Connections for Success

 

11.29.11

Hope is the Best Gift
Andrea Stern Ferris

As we celebrate Lung Cancer Awareness Month in November, we are reminded that lung cancer is a difficult disease to detect. Unlike breast, prostate or colon cancers, there are no reliable methods for the early detection of lung cancer.

Because lung cancer is typically asymptomatic, usually it is found too late for effective treatment. The 5-year survival rate for breast cancer is 90% and for prostate cancer, it is 99% but for lung cancer, it is only 16%. In fact, lung cancer takes more lives each year than breast, prostate, colon and melanoma cancers combined.

Does that surprise you?

There are many myths about lung cancer…

  • MYTH: Women should care about breast cancer and men should care about prostate cancer, not lung cancer.
  • FACT: Lung cancer kills almost twice as many women as breast cancer and more than twice as many men as prostate cancer.
  • MYTH: “I don’t smoke, so I won’t get lung cancer.”
  • FACT: Nearly 55% of new lung cancer diagnoses are in people who have quit smoking or never smoked.
  • MYTH: If a disease kills more people, the federal government spends proportionately more research dollars on that disease.
  • FACT: In 2010, federal research funds allocated $24,547 per breast cancer death and $12,286 per prostate cancer death but only $1,887 per lung cancer death.

The good news is that help is on the way:

  • There is growing momentum to put an end to lung cancer. A vast array of grassroots events, ranging from 5K walks to wine tastings, are springing up all over the country to support research.
  • Research is advancing rapidly on many fronts. There is work going on to find effective biomarkers that can be used to develop a non-invasive strategy for detecting early-stage lung cancer and to create more effective and efficient targeted therapies to treat lung cancer at all stages of the disease.
  • There are more resources available, giving patients everything from what to expect after diagnosis, and what questions to ask doctors, to ways patients can take care of themselves.

LUNGevity has devoted its time and resources to creating hope.  Gaining support all over the country, this year, we have invested $2 million in lung cancer research with world-renowned lung cancer experts.

We have also just launched a Caregiver Resource Center on our website, the first of its kind for those who care for lung cancer patients, arming caregivers with the tools and knowledge to better help those they are caring for. With your help, we can give lung cancer survivors and their families an amazing gift this holiday season – Hope.

LUNGevity wishes you and yours the very best of holidays – a healthy holiday.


## Required action
With the pictures left out, reproduce exactly the lines running from the line with "Locate an element" to the last line of the material below.

----------

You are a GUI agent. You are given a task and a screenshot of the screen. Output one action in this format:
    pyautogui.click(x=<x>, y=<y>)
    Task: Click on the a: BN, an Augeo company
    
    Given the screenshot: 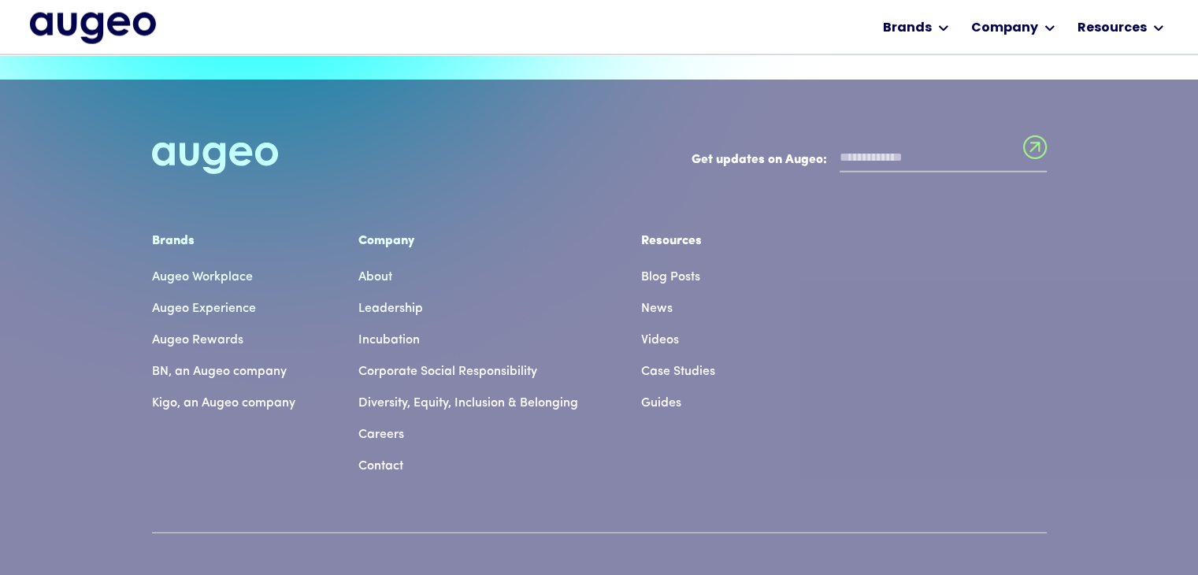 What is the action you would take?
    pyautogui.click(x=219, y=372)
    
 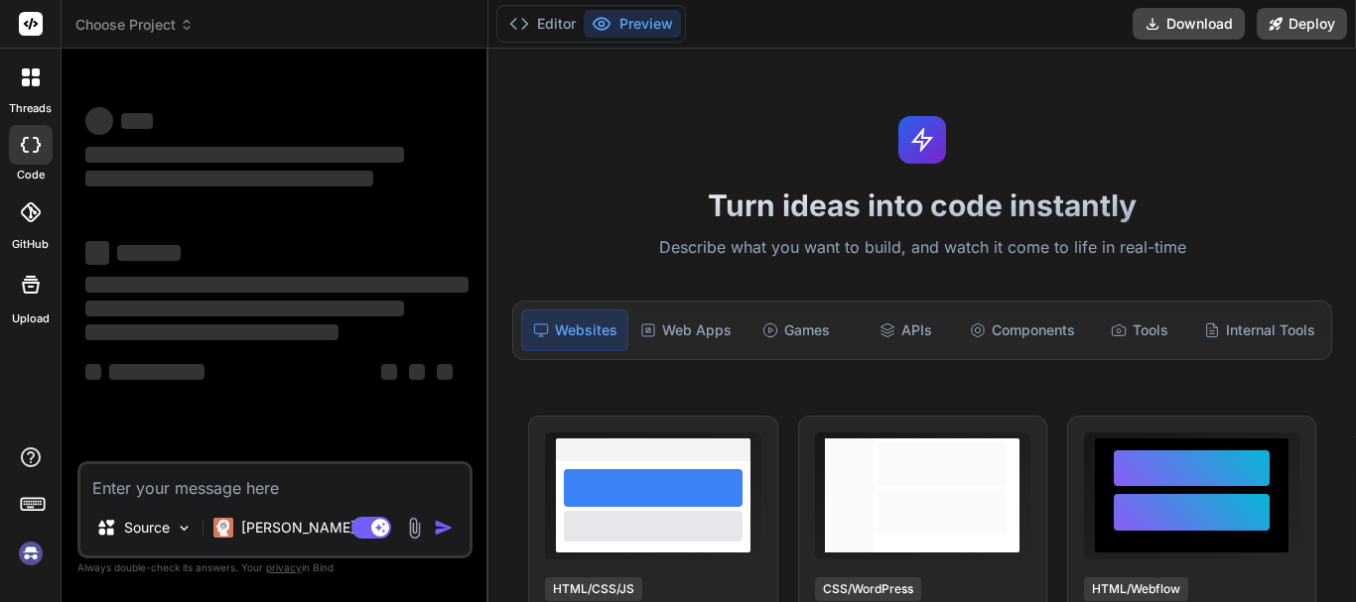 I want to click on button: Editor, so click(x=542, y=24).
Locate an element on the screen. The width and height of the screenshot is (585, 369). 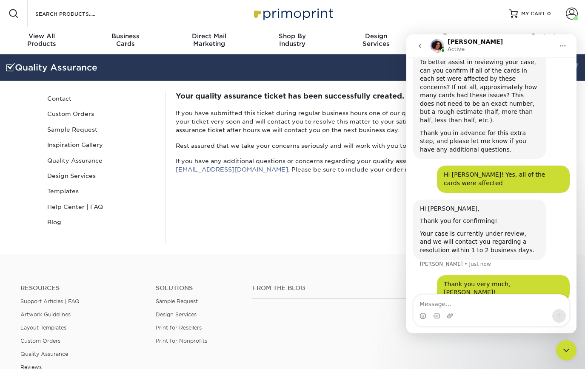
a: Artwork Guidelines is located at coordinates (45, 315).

----------

## Written answer
Locate an element on the screen. The width and height of the screenshot is (585, 369). 
a: Artwork Guidelines is located at coordinates (45, 315).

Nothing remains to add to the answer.